King similarly brings the theme back into focus that has been touched upon throughout Batman/Catwoman. Her break with Joker is fully revealed in her realization that he was just using her, coaxing her, because he wants to get at Batman. Like Batman, Joker is just a sad, sane man who chooses to act crazy and unhinged. But he’s not. Joker just wants attention, and his friendship with Catwoman is merely a means to further get that attention. This is consistent with the characterization Tom King and Clay Mann gave Joker in Batman #48 and Batman #49.
This series has grappled with Selina’s identity first and foremost, and in Batman/Catwoman #10, readers are reminded that she’s firmly in the middle of a tug-of-war between Joker and Batman as well as Batman and her own daughter. Selina’s life was one born of struggling and fighting to survive, whereas Bruce and Helena’s lives were born of privilege. Because of this, they can’t fully know her and understand where she’s been. She can’t live in a black and white world like Batman and Batwoman, and it frustrates her that both her husband and her child would dare to act like they do understand that part of her.
Despite Selina’s apparent sailor mouth, King is getting at a deeper issue that people struggle with every day. As people living in the world, there are many of us who subject others to our own moral codes, and it’s easier to enforce morals when you’ve been in fewer situations that have challenged those morals because you needed to survive.
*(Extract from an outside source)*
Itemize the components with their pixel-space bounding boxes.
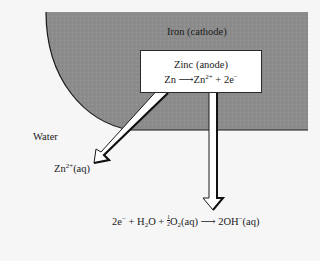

In this way, Batman/Catwoman is transcendent, and it should be applauded for trying to approach complicated issues and tell them in a way that resonates on a deeper level.
Editor’s Note: DC Comics provided TBU with a copy of this comic for review purposes. You can find this comic and help support TBU in the process by purchasing this issue digitally on Comixology through Amazon or a physical copy of the title through Things From Another World.
Batman/Catwoman #10
Overall Score
4.5/5
Batman/Catwoman #10 zeroes in on its focus on Catwoman and her struggle with identity, and in doing so, reminds us of why this series is exceptional.